* DIRECTIONS *
Reproduce exactly the lines from the one containing "reading: 49 °C" through the last line of the records below, both included, and nothing else.

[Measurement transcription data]
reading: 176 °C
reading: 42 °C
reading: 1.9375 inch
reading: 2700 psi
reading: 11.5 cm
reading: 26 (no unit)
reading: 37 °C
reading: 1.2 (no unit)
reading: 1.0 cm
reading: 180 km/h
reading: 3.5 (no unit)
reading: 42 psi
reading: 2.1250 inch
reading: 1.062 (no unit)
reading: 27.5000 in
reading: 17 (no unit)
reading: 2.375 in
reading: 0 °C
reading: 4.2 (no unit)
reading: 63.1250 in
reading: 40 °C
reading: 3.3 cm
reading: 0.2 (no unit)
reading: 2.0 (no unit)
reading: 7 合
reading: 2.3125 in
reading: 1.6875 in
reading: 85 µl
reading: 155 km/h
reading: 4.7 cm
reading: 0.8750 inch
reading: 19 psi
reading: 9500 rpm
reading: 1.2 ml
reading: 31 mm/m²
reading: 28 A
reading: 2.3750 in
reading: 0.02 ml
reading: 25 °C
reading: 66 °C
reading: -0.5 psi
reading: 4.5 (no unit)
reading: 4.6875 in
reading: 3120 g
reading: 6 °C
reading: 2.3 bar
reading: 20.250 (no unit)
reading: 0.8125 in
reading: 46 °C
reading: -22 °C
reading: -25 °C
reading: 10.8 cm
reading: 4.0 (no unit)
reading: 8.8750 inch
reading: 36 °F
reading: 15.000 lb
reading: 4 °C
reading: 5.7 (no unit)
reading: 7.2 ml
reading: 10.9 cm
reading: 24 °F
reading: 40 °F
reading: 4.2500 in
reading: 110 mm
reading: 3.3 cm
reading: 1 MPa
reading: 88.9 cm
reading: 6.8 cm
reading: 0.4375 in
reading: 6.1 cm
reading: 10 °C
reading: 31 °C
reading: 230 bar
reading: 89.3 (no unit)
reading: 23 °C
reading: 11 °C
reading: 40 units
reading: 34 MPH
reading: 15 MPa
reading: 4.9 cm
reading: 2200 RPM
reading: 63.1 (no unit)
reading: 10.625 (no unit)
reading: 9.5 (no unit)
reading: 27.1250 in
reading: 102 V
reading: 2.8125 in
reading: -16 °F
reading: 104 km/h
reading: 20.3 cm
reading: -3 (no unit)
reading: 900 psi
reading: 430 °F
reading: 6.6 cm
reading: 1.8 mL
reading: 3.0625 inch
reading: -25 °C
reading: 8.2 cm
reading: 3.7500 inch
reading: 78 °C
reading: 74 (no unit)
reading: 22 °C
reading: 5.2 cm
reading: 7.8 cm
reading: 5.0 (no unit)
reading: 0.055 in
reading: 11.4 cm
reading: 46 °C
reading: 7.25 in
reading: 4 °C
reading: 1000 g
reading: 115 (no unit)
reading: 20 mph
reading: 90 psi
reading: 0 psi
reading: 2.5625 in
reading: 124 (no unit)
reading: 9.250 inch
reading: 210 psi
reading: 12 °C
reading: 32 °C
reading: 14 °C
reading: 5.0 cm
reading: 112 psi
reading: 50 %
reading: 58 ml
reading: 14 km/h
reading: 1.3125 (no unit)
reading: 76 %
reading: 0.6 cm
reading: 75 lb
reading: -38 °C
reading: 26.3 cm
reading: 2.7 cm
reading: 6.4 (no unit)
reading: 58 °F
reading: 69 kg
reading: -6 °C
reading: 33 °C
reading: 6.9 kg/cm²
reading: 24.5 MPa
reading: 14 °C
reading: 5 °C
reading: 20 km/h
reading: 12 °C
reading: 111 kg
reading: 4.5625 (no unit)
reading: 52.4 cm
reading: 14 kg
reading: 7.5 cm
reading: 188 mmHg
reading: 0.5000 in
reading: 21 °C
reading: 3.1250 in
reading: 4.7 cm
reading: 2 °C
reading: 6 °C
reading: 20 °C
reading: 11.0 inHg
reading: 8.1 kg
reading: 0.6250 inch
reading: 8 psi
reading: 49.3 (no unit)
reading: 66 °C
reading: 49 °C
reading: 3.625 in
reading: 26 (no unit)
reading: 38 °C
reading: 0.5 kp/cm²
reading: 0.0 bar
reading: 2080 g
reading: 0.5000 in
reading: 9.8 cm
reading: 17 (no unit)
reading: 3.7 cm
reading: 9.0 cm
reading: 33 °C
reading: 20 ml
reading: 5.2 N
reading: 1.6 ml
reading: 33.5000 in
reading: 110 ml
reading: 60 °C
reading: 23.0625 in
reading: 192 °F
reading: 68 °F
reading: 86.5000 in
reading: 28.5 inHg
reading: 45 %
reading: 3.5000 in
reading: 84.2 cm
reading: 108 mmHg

* WRITTEN SOLUTION *
reading: 49 °C
reading: 3.625 in
reading: 26 (no unit)
reading: 38 °C
reading: 0.5 kp/cm²
reading: 0.0 bar
reading: 2080 g
reading: 0.5000 in
reading: 9.8 cm
reading: 17 (no unit)
reading: 3.7 cm
reading: 9.0 cm
reading: 33 °C
reading: 20 ml
reading: 5.2 N
reading: 1.6 ml
reading: 33.5000 in
reading: 110 ml
reading: 60 °C
reading: 23.0625 in
reading: 192 °F
reading: 68 °F
reading: 86.5000 in
reading: 28.5 inHg
reading: 45 %
reading: 3.5000 in
reading: 84.2 cm
reading: 108 mmHg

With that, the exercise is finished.